Another potential solution to the problem of tentativeness would be to eliminate this conception’s

importance in our standards altogether. We cannot begin to take such a suggestion too seriously, yet we also

recognize that it is not completely clear what it is that we really want out students to know about the tentative

nature of science. Yes, we want them to have a concept that is deeper and more elaborate than simply,

“science changes”. On the other hand, it would be difficult to fathom even a sophisticated undergraduate or

secondary teacher to tackle involved philosophical problems. Is there a specific conception in between these

two extremes for which we should strive? For us, this question remains unanswered.

Conclusion

By examining learners’ conceptions of the nature of science, we find that it is not only important to look for

the statement that “scientific knowledge is tentative”, but the meaning behind such a statement. Because

“science”, “knowledge”, and even “change” can each have their own meaning, so too can this statement

regarding the nature of science. But what does this leave us with? We contend that there are two important

aspects of this research that should be more deeply considered.

First, we are left to wonder exactly what do we want our students and teachers to know about the

nature of science, specifically the tentativeness of scientific knowledge. Do we want them to simply

understand that it does change, that it will change in the future, or that it has changed in the past? Certainly, a

learner may readily acknowledge one of these changes without recognizing the others. Similarly, what do we

want our students to understand about the reason behind science’s tentative nature? If we do not teach them

anything in this regard, then the learner is free to construct this aspect of the nature of science in whatever

way they choose, either consciously or unconsciously. If we do teach them something in this regard, to what

extent do we dive into philosophical discussions regarding the very epistemological underpinnings of science?

And, where would such a discussion start? Exactly how important is it?

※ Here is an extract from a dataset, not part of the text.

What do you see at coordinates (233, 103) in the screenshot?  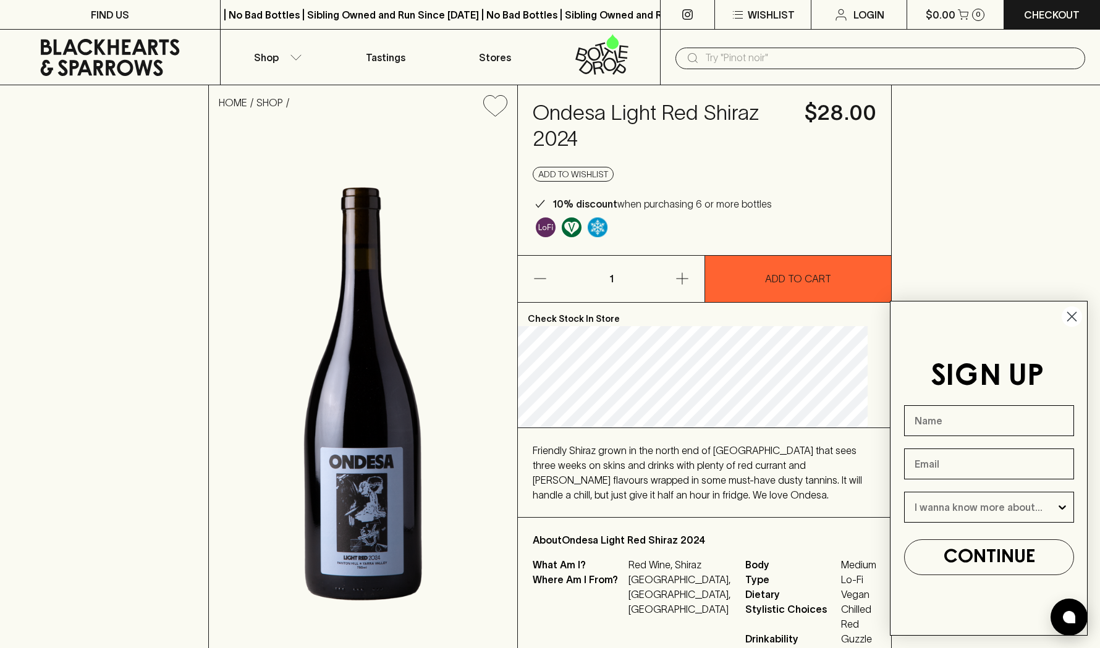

Second, we suggest that giving students some background regarding the epistemology of science is

important. (Exactly how important and how involved such a treatment should be is unresolved for us,

however.) We argue that to understand specific aspects of science, the nature of science, and specifically the

tentative nature of scientific knowledge without understanding more fundamental issues about the source of

scientific knowledge is simply nonsensical. As with the knowledge of science, the knowledge of an

individual learner must fit into a broader conceptual framework for the nature of science. The learner must

see how all the pieces fit together. If the tentative nature of science is not given a rationale, then it is simply

an isolated fact, devoid of context and meaning. In these cases, learners will produce their own explanations

and justifications for the change of scientific knowledge, and these explanations may simply reinforce each

learner’s misconception of what science truly is.